Climate

China’s new climate change law may hamper emission cuts

New Climate Change Response Act has come before China has established best way to reduce emissions, say critics

The draft of a proposed Climate Change Law has been completed in the last few days. It remains unpublished but, according to reports on Caixin.com, a consultation draft may be released in October.

This would be China’s first piece of climate change legislation, designed to control and reduce emissions of greenhouse gases and promote sustainable development. The drafting process started in January 2010, with the National Development and Reform Commission leading the process and legal experts from the Chinese Academy of Sciences (CAS), the Chinese Academy of Social Sciences (CASS) and the China University of Politics and Law (CUPL) contributing.

Chang Jiwen, in charge of the drafting team at CAS, says “it’s an achievement just to complete the draft, real progress.” Chang admits the current draft is still quite abstract, but points out it has faced little opposition, indicating, he believes, a broad consensus.

Professor Cao Mingde of CUPL was also involved. He says that after three decades of rapid development, China has an “inherent need for emissions cuts.” China’s development has been won by sacrificing the environment and public health, he says. What’s more, China’s huge population puts pressure on energy and resources and the existing mode of economic expansion cannot be continued.

However, Cao has concerns that a lack of consensus on how to cut emissions may result in the draft law – which focuses on cap and trade – hampering future emissions cuts.

Cap and trade means that the emissions target is fixed – but businesses don’t know what the financial outcome of making those cuts will be, as the market price of carbon fluctuates. That uncertainty reduces the likelihood that cuts will be made. The results of the EU’s cap and trade system have not been ideal: the price on the EU carbon market is only around three Euros per tonne of carbon.

If a carbon tax is used, then the costs of emissions reduction are fixed – but the emissions target becomes unclear, and we do not know if businesses will opt to make cuts. Some may prefer to just pay the tax, which will not help reduce emissions.

Hu Min, director of the Low-Carbon Development Program at Energy Foundation China, also has carbon trading concerns. Trials of carbon trading started in China in 2010 in five cities and two provinces (Beijing, Tianjin, Shanghai, Chongqing, Shenzhen; Hubei, Guangdong). Hu worries that legislation is lagging behind the market and will not address the difficulties that carbon trading faces.

She does not therefore agree with Chang Jiwen that consensus has been reached. She thinks the draft of the law saw little opposition because it wasn’t taken seriously. “This process hasn’t been faster, and it hasn’t been taken more seriously than any other law. There’s no cause to talk of consensus or of a lack of opposition,” she says.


Exercise objective: Transcribe each entry shown below with no difference from the original.

Data entries for graphics:
Segment Open

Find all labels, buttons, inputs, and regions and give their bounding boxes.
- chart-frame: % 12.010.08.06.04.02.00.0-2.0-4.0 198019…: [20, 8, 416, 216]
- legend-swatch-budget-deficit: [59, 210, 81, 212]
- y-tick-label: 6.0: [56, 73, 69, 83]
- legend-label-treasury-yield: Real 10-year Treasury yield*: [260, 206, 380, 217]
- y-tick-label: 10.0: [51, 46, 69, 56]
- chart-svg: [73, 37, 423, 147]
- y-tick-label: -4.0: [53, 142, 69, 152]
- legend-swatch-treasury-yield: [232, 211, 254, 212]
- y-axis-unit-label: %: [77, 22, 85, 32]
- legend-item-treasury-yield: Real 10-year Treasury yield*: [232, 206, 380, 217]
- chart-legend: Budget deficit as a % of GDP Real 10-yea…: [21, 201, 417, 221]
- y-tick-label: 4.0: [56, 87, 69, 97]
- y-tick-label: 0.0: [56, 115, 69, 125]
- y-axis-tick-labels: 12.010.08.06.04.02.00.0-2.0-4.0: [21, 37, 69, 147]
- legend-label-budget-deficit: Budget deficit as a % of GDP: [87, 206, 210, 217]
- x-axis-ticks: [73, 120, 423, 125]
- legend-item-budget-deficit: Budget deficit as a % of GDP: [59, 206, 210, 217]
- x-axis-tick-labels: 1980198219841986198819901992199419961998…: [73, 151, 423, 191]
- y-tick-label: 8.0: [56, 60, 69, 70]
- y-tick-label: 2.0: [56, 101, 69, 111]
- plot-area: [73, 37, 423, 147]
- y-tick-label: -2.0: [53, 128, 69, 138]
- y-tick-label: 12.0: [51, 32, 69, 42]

Segment Closed

Solution for this task:
Find all labels, buttons, inputs, and regions and give their bounding boxes.
- chart-frame: % 12.010.08.06.04.02.00.0-2.0-4.0 198019…: [20, 8, 416, 216]
- legend-swatch-budget-deficit: [59, 210, 81, 212]
- y-tick-label: 6.0: [56, 73, 69, 83]
- legend-label-treasury-yield: Real 10-year Treasury yield*: [260, 206, 380, 217]
- y-tick-label: 10.0: [51, 46, 69, 56]
- chart-svg: [73, 37, 423, 147]
- y-tick-label: -4.0: [53, 142, 69, 152]
- legend-swatch-treasury-yield: [232, 211, 254, 212]
- y-axis-unit-label: %: [77, 22, 85, 32]
- legend-item-treasury-yield: Real 10-year Treasury yield*: [232, 206, 380, 217]
- chart-legend: Budget deficit as a % of GDP Real 10-yea…: [21, 201, 417, 221]
- y-tick-label: 4.0: [56, 87, 69, 97]
- y-tick-label: 0.0: [56, 115, 69, 125]
- y-axis-tick-labels: 12.010.08.06.04.02.00.0-2.0-4.0: [21, 37, 69, 147]
- legend-label-budget-deficit: Budget deficit as a % of GDP: [87, 206, 210, 217]
- x-axis-ticks: [73, 120, 423, 125]
- legend-item-budget-deficit: Budget deficit as a % of GDP: [59, 206, 210, 217]
- x-axis-tick-labels: 1980198219841986198819901992199419961998…: [73, 151, 423, 191]
- y-tick-label: 8.0: [56, 60, 69, 70]
- y-tick-label: 2.0: [56, 101, 69, 111]
- plot-area: [73, 37, 423, 147]
- y-tick-label: -2.0: [53, 128, 69, 138]
- y-tick-label: 12.0: [51, 32, 69, 42]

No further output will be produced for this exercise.